What concerned me was THIS paragraph:

"Our most important finding, however, was that the metastases in the axillary lymph nodes do not seem to spread further to other organs, so even if these metastases can show how aggressive the cancer is, it is not they that cause the spread," says Johan Hartman, Associate Professor at Karolinska Institutet's Department of Oncology-Pathology and one of the researchers who led the study."

So..wouldn't this suggest that all the cutting into our lymph nodes that our surgeons do..is USELESS?

And those of us with clear lymph nodes..it really doesn't mean we can take comfort that the cancer hasn't spread?

Comments

  • Jelson
    Jelson Member Posts: 1,535
    edited May 2018

    I would interpret it as saying removal of axillary lymph nodes is useless as a treatment, valuable perhaps to indicate how aggressive the cancer is -though I thought that was done through study of the cancer cells - leading to a grade 1, 2 or 3). I am not sure what this means for sentinal node biopsy - whether removal of any lymph nodes, including the sentinal nodes makes a difference.

  • SummerAngel
    SummerAngel Member Posts: 1,006
    edited May 2018

    It was my understanding that sentinel node biopsy was for staging purposes.

  • gb2115
    gb2115 Member Posts: 1,894
    edited May 2018

    So if it's not through the axillary nodes that a metastatic spread happens, where IS it spreading from? The intramammary nodes?

  • swg
    swg Member Posts: 461
    edited May 2018

    See, that's where my lack of any real medical knowledge fails me. Maybe some of the people on here who have more of a medical background could chime in.

  • Egads007
    Egads007 Member Posts: 1,603
    edited May 2018

    I have a hard time wrapping my head around this, and do hope someone with medical know how chimes in too! At this point my thinking is that cancer cells are crafty little bastards and don’t want them left anywhere in my body! I gladly gave up my 2 sentinels...peace of mind

  • Meg101
    Meg101 Member Posts: 175
    edited May 2018
  • besa
    besa Member Posts: 1,088
    edited May 2018

    https://www.sciencedaily.com/releases/2018/03/1803...
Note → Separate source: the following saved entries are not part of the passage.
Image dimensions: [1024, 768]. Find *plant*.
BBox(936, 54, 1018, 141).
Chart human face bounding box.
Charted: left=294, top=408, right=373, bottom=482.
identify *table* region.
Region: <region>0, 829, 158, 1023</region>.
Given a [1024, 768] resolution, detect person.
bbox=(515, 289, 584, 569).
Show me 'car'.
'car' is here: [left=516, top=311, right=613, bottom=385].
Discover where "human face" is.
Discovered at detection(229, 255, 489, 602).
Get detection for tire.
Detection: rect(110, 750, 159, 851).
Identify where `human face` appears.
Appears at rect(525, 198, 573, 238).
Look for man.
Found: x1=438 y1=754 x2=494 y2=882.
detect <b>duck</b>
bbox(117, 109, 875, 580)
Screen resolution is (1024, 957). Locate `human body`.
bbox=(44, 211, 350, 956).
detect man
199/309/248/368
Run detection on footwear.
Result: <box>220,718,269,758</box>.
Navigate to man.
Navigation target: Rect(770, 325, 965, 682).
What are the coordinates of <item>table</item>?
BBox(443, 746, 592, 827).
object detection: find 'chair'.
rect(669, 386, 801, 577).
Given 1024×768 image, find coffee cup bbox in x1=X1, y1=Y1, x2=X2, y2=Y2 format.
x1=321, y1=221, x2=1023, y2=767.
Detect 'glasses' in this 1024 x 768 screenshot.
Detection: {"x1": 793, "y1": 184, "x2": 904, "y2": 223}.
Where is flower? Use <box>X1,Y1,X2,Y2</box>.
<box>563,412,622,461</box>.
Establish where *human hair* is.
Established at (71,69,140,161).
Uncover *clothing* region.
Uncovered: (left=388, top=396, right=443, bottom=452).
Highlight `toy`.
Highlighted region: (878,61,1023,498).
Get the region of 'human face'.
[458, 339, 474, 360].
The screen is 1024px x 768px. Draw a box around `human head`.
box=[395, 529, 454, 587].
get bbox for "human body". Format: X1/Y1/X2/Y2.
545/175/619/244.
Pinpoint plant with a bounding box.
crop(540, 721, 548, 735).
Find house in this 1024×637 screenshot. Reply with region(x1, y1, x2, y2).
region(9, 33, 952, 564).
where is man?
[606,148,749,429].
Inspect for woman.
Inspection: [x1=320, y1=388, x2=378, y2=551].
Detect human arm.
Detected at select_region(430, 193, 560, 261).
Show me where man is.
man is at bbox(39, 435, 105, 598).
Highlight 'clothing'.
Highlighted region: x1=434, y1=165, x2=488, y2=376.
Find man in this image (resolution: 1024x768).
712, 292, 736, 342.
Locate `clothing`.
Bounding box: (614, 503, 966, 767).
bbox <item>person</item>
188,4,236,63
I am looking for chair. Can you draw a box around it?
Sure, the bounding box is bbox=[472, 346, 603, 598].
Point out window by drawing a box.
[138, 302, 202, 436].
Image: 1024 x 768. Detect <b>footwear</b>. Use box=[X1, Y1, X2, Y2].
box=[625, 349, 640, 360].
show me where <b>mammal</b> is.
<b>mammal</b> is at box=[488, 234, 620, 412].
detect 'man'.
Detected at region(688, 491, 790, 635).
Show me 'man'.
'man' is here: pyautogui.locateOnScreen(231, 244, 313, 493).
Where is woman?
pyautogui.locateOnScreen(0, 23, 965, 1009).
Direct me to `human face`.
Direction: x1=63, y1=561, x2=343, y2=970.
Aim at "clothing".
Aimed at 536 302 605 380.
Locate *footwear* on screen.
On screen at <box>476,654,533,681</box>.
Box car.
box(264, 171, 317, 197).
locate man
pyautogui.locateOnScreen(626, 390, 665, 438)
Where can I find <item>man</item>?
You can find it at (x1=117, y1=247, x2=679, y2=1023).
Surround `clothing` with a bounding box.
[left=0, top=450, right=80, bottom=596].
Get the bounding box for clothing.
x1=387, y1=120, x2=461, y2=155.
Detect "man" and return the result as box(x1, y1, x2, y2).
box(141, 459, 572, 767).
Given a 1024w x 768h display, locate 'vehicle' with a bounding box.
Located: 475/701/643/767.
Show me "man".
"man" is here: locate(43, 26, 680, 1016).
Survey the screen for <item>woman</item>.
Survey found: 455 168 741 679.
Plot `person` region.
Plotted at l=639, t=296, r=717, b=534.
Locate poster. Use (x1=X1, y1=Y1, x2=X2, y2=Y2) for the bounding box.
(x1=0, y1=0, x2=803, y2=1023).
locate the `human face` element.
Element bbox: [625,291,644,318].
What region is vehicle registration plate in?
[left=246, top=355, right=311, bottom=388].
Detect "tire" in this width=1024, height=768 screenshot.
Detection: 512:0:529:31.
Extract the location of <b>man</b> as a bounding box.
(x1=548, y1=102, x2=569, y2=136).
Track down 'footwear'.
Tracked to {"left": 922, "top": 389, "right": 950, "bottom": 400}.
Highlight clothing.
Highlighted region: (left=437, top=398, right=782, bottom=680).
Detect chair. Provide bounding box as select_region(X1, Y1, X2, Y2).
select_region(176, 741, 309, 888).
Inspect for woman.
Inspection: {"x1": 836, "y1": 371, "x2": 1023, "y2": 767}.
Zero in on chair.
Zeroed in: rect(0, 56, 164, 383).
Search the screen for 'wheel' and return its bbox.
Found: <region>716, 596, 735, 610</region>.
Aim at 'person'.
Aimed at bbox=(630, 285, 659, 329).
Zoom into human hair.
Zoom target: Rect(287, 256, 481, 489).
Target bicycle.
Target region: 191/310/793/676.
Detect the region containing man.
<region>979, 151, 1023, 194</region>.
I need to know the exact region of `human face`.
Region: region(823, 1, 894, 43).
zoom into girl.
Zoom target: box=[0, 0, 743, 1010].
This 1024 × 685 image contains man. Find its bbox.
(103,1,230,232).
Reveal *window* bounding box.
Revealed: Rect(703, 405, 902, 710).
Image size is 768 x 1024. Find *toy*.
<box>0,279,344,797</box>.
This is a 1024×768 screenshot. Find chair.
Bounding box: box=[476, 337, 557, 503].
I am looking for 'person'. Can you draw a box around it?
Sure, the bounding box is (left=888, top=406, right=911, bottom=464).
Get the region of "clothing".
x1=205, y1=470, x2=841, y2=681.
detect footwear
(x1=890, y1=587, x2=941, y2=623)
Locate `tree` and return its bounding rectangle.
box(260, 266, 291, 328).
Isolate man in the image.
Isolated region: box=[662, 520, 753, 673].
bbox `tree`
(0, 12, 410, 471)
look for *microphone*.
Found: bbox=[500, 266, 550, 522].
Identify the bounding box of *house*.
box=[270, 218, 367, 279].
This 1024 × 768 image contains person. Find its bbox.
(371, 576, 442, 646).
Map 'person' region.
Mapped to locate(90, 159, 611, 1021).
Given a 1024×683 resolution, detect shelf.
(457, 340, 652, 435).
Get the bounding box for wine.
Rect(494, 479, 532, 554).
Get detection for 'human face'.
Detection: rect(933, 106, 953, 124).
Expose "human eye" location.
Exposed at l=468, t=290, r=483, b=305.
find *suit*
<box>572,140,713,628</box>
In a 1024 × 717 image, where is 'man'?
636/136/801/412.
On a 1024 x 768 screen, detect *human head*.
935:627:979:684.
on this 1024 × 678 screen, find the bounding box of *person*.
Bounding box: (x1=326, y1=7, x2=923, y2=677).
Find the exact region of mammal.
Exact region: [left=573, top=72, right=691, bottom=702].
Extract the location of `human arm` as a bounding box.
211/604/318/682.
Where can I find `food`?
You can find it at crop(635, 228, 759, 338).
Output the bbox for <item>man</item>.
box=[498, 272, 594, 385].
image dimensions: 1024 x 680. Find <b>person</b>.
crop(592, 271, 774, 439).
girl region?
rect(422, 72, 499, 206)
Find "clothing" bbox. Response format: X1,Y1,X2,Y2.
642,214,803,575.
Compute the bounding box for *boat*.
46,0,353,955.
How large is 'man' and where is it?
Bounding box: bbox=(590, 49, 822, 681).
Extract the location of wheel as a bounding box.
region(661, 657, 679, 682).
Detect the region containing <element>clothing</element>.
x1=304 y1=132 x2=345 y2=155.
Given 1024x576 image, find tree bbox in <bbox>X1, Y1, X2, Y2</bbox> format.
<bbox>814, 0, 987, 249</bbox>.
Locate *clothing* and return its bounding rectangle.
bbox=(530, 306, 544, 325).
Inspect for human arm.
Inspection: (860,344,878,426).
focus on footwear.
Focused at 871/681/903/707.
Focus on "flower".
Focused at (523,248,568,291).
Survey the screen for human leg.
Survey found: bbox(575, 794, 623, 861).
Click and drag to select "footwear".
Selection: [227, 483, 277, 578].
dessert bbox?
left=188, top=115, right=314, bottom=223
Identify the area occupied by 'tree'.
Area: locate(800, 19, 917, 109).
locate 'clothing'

    This is a cut and paste of someone else's post. I think there is no consensus on this topic - just published conflicting results and theories. Hopefully eventually a consensus will be reached.

    Just because something is published in a peer reviewed scientific journal (even a prestigious journal wirh a high impact factor) does not make the conclusions valid. They are just the results and conclusions that were obtained at the time by one group of scientists or physicians.

    Older thread on this topic below:

    https://community.breastcancer.org/forum/73/topics...

    To answer one of the original posters questions, unfortunately woman who are node negative can still end up with metastatic disease. There may be stray cancer cells that have spread. That is why women with who are ER positive and node negative (with invasive bc) are offered tamoxifen or an aromatase inhibitor. These drugs help cut down the chance of metastatic disease.

  • NotVeryBrave
    NotVeryBrave Member Posts: 1,287
    edited May 2018

    I think that maybe one of the reasons that the sentinel nodes are taken is because lymph nodes act as a filter and cancer cells can be collected from them. It doesn't guarantee that if they are found there that they are also elsewhere in the body. Conversely - cancer cells can also travel through the blood to distant sites, but there is no method for detection in that case.

    So - it seems that checking the sentinel nodes gives information about potential spread, but it wouldn't be limited to the lymph system.